The AVG Travels collapse has affected public perception of the travel industry. There is no point pretending otherwise.

Most consumers do not separate travel agents, tour operators, wholesalers, online sellers and package providers into neat categories.

They just see a travel business collapse, people lose money or have trips disrupted and the whole industry cops the reputational hit.

The media has made that worse by repeatedly referring to AVG as a travel agent. That is incorrect. AVG was not a travel agent. It was a tour operator / package provider.

That distinction matters!

When the media calls every travel business a “travel agent”, it damages consumer confidence in actual travel agencies that had nothing to do with the business model, product, pricing, or collapse in question.

Good agents end up carrying reputational damage for something they were not part of.

So what should travellers learn from this?

AVG was cheap. That is uncomfortable to say, but it matters. The phrase “you get what you pay for” comes to mind.

Not because every cheap deal is bad, but because very low pricing should trigger better questions.

Who is operating the trip? Who is holding the money? Have flights been ticketed? Have suppliers been paid? What happens if the operator fails? Is the business currently accredited?

Cheap is not always value. In travel, sometimes cheap means risk has been moved somewhere else.

There is also a lot to be said about businesses that operate mostly online. They often lack the personal relationship, representative support and day-to-day trade connection that agents rely on when something goes wrong.

Many run on slim margins and when they are built almost entirely on volume and price, there is not much room for shock.

We saw a similar issue with Traveldream, another heavily online discount travel business that collapsed in 2025 and left customers with bookings disrupted or unsupported.

The lesson is similar: cheap, online and heavily discounted does not mean safe.

That is where agents and good agency networks matter. Groups like Travellers Choice maintain scrutiny over preferred suppliers for a reason: protecting clients, protecting members and reducing exposure to operators that may not meet expected standards.

Accreditation also matters, but it needs to be better understood.

AVG was not ATIA accredited when this unfolded. ATIA had cancelled its accreditation back in 2022 after it failed to meet the required standards.

AVG did, however, hold CATO accreditation, which CATO suspended once complaints came to light.

That distinction matters because it shows why the broader accreditation landscape needs to be clearer and more aligned.

Perhaps if the proposed ATIA and CATO merger had happened sooner, some gaps may have been picked up earlier. Maybe not. But one stronger framework, one clearer set of standards and one more coordinated industry voice has to be better than consumers trying to understand multiple schemes after something has gone wrong.

Accreditation is important, but it is not a magic forcefield. It is not an insurance policy. What it should do is give consumers a better way to assess who they are dealing with before handing over thousands of dollars.

The answer to AVG is not to tar the whole industry. It is to educate consumers better.

Travellers should not just ask, “Is this cheap?” They should ask, “Why is it cheap, who is behind it and what happens if something goes wrong?”

Good businesses will answer those questions. The others rely on consumers never asking.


# [TASK REQUIREMENTS]
The answer must consist of each line below that holds the word "edge", copied as it stands.

[RECORDS TO PROCESS Boundary: Start]

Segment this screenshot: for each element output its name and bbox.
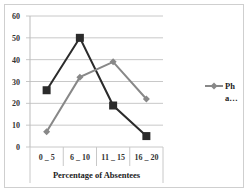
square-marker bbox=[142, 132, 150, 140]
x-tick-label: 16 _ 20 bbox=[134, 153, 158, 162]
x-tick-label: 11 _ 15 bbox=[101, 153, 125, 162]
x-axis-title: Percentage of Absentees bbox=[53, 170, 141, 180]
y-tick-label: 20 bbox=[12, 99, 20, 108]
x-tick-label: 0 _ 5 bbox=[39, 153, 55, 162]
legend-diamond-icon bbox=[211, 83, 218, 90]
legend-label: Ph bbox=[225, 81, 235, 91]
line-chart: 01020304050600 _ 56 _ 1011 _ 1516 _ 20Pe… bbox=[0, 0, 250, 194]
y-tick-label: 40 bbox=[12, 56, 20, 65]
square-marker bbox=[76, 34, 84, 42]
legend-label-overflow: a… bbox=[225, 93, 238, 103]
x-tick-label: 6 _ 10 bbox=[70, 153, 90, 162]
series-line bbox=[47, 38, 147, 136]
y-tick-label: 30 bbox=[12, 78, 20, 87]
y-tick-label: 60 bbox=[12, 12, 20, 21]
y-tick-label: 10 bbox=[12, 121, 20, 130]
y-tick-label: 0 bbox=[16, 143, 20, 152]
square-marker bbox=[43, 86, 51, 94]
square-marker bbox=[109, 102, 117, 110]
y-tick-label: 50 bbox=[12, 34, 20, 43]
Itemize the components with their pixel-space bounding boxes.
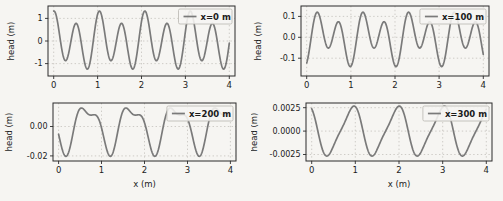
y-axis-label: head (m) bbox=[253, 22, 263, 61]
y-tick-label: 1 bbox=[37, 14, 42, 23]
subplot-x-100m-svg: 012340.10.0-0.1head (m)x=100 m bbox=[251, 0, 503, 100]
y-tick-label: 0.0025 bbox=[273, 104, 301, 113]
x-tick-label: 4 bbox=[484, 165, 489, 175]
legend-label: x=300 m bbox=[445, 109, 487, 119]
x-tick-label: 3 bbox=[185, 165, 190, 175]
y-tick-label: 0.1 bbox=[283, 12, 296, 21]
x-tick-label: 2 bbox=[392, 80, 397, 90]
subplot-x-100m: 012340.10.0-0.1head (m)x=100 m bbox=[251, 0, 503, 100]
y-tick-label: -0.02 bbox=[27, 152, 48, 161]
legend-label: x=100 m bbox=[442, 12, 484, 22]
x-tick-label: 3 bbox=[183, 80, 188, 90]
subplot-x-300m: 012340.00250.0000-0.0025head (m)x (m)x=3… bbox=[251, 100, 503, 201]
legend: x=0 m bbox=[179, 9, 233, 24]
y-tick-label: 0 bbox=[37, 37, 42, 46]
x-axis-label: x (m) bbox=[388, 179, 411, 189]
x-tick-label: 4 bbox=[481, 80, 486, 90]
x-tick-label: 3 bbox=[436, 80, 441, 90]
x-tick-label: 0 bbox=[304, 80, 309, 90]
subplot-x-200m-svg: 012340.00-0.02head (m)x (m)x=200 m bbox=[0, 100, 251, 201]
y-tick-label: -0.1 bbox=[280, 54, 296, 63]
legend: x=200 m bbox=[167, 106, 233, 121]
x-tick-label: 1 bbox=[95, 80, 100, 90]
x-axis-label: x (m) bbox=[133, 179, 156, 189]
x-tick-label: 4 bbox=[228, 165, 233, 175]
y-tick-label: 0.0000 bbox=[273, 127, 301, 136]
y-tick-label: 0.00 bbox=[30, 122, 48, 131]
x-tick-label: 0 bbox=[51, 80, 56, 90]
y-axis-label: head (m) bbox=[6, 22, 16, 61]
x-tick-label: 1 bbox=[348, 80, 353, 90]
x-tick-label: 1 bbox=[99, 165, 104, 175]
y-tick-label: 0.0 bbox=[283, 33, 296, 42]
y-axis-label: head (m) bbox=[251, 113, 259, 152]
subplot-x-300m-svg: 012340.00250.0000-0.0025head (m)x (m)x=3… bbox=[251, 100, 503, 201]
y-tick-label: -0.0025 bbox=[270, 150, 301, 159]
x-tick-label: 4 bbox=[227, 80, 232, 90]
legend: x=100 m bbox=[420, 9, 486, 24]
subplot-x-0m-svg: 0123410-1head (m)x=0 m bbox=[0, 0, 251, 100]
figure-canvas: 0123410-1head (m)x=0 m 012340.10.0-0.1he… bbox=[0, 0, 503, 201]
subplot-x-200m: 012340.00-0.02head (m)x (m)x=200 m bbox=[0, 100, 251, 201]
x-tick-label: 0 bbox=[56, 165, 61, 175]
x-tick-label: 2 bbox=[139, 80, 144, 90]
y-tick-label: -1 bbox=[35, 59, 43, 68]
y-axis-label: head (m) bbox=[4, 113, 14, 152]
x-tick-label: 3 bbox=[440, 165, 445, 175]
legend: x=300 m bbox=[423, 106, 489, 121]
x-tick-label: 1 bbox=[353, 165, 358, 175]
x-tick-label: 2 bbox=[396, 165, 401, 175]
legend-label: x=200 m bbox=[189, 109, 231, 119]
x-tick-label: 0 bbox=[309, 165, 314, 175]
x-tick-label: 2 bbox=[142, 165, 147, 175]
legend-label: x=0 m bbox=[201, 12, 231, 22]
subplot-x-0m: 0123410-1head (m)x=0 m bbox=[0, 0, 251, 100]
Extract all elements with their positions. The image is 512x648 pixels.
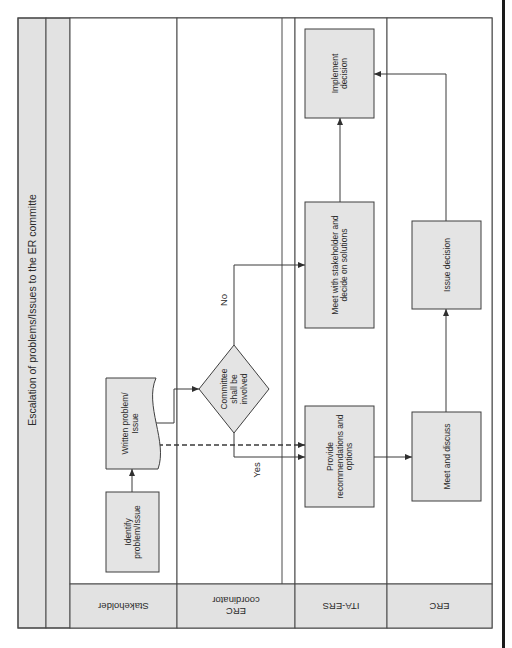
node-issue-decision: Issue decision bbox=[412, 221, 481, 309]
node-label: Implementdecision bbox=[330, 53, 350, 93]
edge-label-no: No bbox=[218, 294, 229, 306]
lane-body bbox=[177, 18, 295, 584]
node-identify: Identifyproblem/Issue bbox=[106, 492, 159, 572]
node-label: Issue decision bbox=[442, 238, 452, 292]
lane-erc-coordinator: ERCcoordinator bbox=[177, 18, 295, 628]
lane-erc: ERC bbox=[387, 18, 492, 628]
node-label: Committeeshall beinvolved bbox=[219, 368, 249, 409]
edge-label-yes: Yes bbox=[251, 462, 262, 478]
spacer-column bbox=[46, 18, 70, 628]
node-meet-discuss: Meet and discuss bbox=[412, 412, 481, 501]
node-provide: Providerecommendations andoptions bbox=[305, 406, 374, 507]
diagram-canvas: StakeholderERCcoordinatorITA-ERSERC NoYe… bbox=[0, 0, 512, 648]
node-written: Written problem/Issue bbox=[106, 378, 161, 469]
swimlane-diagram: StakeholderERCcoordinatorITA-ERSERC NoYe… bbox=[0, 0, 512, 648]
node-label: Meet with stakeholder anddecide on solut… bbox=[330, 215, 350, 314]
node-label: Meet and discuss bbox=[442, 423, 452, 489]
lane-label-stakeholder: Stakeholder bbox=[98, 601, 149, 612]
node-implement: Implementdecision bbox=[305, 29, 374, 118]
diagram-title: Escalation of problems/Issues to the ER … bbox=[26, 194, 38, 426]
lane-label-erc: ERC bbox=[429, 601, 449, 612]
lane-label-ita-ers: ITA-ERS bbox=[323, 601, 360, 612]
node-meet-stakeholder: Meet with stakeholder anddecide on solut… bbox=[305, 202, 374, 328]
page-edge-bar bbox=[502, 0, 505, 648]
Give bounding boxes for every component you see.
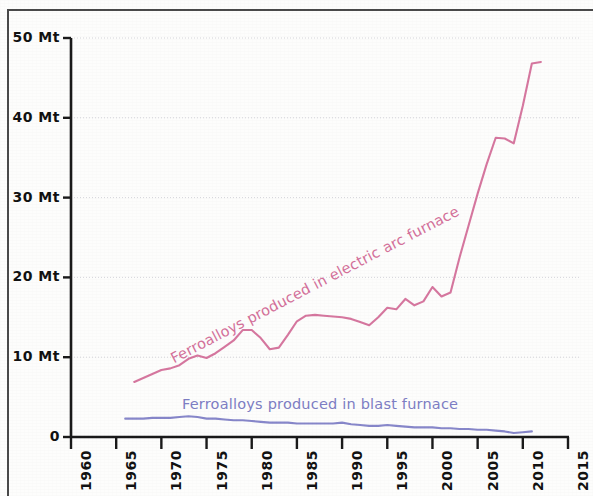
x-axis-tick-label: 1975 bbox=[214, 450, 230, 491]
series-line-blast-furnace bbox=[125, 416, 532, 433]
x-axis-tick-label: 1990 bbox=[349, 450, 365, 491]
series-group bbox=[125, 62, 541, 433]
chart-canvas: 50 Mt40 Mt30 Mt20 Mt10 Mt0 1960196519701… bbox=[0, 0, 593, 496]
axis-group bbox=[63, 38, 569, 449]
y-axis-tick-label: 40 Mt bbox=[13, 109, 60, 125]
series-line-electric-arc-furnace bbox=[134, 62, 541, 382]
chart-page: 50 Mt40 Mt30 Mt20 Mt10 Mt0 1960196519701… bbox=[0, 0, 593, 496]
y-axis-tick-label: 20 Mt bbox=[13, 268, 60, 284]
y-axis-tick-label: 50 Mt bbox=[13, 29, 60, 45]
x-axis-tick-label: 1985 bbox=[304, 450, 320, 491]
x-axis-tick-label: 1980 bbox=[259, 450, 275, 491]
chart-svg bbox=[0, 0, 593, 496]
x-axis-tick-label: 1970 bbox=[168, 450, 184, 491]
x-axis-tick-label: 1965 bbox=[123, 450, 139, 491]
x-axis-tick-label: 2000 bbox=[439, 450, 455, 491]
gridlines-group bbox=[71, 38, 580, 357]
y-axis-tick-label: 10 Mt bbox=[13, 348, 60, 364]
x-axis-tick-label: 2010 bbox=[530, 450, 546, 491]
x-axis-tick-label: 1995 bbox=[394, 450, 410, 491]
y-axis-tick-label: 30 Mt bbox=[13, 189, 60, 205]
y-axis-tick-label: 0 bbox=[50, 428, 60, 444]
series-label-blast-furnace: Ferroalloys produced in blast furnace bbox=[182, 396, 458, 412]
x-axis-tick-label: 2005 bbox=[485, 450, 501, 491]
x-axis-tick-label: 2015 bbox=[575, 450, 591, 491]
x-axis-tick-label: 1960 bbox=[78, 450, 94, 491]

[RECORDS TO PROCESS Boundary: End]

# [WORKED SOLUTION]
edge-label-no: No bbox=[218, 294, 229, 306]
edge-label-yes: Yes bbox=[251, 462, 262, 478]
page-edge-bar bbox=[502, 0, 505, 648]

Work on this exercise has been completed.